In the New Testament we find something completely new: grace. The Old Testament did have a word for grace (tuv), but it is usually translated “goodness” and only used about God in very significant passages: God’s personal revelation to Moses (Exodus 33:19), three psalms of salvation (25:7; 27:13; 31:19), Jeremiah’s introduction to the new covenant (31:12,14), and some visions of our future relationship with God (Hosea 3:5; Zechariah 9:17).

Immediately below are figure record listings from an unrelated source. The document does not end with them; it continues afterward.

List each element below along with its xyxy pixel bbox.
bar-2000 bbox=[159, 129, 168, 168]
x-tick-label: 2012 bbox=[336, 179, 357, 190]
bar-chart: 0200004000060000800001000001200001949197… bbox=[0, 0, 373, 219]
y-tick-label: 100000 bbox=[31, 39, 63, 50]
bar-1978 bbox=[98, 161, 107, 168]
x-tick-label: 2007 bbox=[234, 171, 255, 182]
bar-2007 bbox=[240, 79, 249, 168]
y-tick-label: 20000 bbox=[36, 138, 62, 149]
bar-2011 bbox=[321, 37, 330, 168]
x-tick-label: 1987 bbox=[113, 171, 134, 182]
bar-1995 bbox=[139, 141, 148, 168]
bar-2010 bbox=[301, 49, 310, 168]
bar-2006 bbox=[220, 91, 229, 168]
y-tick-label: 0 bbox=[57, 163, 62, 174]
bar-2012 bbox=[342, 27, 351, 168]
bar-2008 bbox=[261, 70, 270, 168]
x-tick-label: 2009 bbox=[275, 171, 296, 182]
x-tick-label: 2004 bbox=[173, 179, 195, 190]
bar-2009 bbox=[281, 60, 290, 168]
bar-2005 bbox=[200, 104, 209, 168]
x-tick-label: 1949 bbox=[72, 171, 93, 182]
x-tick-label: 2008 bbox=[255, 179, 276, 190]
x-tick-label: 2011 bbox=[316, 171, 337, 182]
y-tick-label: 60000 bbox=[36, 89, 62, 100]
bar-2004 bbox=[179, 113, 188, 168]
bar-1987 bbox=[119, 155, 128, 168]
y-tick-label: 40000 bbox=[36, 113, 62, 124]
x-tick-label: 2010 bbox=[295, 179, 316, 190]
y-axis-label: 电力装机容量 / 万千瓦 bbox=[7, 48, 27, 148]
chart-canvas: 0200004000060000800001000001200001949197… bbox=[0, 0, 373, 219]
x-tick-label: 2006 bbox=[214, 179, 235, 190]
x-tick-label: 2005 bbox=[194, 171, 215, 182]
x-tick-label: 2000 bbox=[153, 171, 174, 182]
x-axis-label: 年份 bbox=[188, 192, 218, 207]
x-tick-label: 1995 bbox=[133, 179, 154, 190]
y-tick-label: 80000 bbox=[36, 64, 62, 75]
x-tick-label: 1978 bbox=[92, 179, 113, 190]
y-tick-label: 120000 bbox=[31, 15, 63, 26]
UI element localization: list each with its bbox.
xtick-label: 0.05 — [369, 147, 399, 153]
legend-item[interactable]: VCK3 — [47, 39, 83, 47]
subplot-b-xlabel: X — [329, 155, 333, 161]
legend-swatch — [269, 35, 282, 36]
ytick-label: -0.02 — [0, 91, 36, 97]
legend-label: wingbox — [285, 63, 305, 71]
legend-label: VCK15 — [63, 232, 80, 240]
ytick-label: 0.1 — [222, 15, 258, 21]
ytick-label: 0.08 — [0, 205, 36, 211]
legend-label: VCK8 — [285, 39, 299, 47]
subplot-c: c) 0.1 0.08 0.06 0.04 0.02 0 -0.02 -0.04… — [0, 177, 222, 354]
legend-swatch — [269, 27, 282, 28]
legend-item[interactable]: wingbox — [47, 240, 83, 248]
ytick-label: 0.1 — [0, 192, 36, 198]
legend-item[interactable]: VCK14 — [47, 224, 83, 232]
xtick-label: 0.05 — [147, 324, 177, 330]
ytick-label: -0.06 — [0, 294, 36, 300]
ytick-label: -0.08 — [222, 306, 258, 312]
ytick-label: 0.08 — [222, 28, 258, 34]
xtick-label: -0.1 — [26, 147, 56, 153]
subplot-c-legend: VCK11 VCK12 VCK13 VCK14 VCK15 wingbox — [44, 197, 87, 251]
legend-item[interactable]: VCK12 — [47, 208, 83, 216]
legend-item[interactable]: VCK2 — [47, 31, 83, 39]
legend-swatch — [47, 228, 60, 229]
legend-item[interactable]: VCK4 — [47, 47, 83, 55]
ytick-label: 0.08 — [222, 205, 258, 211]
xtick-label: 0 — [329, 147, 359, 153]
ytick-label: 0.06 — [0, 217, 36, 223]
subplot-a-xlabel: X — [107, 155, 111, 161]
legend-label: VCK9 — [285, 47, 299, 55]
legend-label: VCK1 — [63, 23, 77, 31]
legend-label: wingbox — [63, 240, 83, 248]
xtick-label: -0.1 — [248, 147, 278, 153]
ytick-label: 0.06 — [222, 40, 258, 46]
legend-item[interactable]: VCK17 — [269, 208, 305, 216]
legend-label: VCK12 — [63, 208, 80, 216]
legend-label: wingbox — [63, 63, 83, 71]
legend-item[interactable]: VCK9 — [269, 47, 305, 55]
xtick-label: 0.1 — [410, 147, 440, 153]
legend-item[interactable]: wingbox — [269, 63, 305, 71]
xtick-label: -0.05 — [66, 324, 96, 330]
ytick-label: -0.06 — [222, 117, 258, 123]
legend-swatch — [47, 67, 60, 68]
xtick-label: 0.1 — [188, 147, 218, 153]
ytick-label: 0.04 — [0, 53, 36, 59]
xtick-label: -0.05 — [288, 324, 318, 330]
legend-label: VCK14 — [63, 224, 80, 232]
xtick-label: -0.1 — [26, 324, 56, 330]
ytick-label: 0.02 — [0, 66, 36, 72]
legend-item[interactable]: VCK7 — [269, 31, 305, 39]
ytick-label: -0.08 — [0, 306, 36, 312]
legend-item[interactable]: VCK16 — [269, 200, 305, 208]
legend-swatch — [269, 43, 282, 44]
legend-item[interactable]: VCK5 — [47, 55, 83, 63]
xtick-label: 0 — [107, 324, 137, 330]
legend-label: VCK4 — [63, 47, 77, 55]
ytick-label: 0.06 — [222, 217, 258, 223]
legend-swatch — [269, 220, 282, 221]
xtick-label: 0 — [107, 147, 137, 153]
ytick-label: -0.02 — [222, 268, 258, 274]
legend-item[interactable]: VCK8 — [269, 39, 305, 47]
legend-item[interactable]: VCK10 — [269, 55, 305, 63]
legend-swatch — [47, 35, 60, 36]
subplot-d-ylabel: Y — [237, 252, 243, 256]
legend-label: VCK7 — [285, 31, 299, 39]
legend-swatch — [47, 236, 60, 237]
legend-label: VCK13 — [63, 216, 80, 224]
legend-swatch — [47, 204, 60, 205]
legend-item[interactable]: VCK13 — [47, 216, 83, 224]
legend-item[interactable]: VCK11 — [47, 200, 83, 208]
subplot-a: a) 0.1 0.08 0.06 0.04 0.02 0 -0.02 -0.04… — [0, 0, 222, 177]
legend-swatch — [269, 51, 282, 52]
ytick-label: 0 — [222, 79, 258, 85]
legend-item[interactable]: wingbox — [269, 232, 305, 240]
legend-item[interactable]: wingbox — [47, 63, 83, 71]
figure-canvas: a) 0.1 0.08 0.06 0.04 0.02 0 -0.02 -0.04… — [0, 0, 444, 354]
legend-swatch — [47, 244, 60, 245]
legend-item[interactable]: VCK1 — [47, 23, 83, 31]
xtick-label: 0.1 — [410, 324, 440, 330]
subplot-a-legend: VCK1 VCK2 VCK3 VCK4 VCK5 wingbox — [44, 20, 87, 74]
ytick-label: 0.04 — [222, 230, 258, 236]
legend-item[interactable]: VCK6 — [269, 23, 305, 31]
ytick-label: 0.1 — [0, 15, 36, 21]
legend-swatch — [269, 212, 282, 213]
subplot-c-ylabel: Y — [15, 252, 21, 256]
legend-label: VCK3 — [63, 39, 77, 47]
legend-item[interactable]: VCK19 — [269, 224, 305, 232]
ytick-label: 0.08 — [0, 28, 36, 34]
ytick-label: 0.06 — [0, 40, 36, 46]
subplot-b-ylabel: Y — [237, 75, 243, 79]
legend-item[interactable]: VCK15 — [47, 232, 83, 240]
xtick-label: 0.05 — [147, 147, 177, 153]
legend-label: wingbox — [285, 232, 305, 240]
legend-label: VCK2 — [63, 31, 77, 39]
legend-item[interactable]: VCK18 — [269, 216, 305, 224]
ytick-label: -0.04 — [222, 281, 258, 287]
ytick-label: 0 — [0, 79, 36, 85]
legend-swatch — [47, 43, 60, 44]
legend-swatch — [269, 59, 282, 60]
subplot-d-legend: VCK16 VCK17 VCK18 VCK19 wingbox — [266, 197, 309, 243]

These predictions that God’s grace would enable a new relationship were not disappointed. The New Testament is bursting with this word – so much so that we don’t realise how special it is. We should really be printing it in gold leaf whenever it describes God – especially when it refers to the gift of Jesus and the gift of life that resulted from his death for us: “those who receive God’s abundant provision of grace and of the gift of righteousness reign in life through the one man, Jesus Christ!” (Romans 5:17).

If you find the word grace bypassing your mind because it sounds like theological jargon, try substituting the words gift or generosity (whichever fits the context best) and you’ll be close to the true meaning.

It appears that early believers very quickly became blasé about God’s grace and Paul warned we shouldn’t take it for granted by continuing to sin (Romans 6:1-2). And throughout the years, the Church seems almost to have forgotten about it at times.

CHANGING TIMES

In the third century, Augustine emphasised God’s mercy because, however hard we try, we will still be sinners. And in the eleventh century, Anselm described the crucifixion in terms of God’s justice, saying that his forgiveness was not simply a gift but that there was a cost to be paid that had to be matched by Jesus’ death. This re-established God’s justice as the prime focus of our relationship right through to Puritan times.

Nowadays, thankfully, we are re-emphasising God’s generous grace, while still celebrating his sacrificial mercy and recognising his holy justice. We cannot earn God’s grace; it is a gift offered to us out of his limitless generosity. And even if we still find this New Testament word strange, we don’t need a theology degree to accept it. All we need do is swallow our pride enough to say “Sorry” (repent of our sins) and “Yes, please” (receive salvation).

The old song is true: grace is amazing.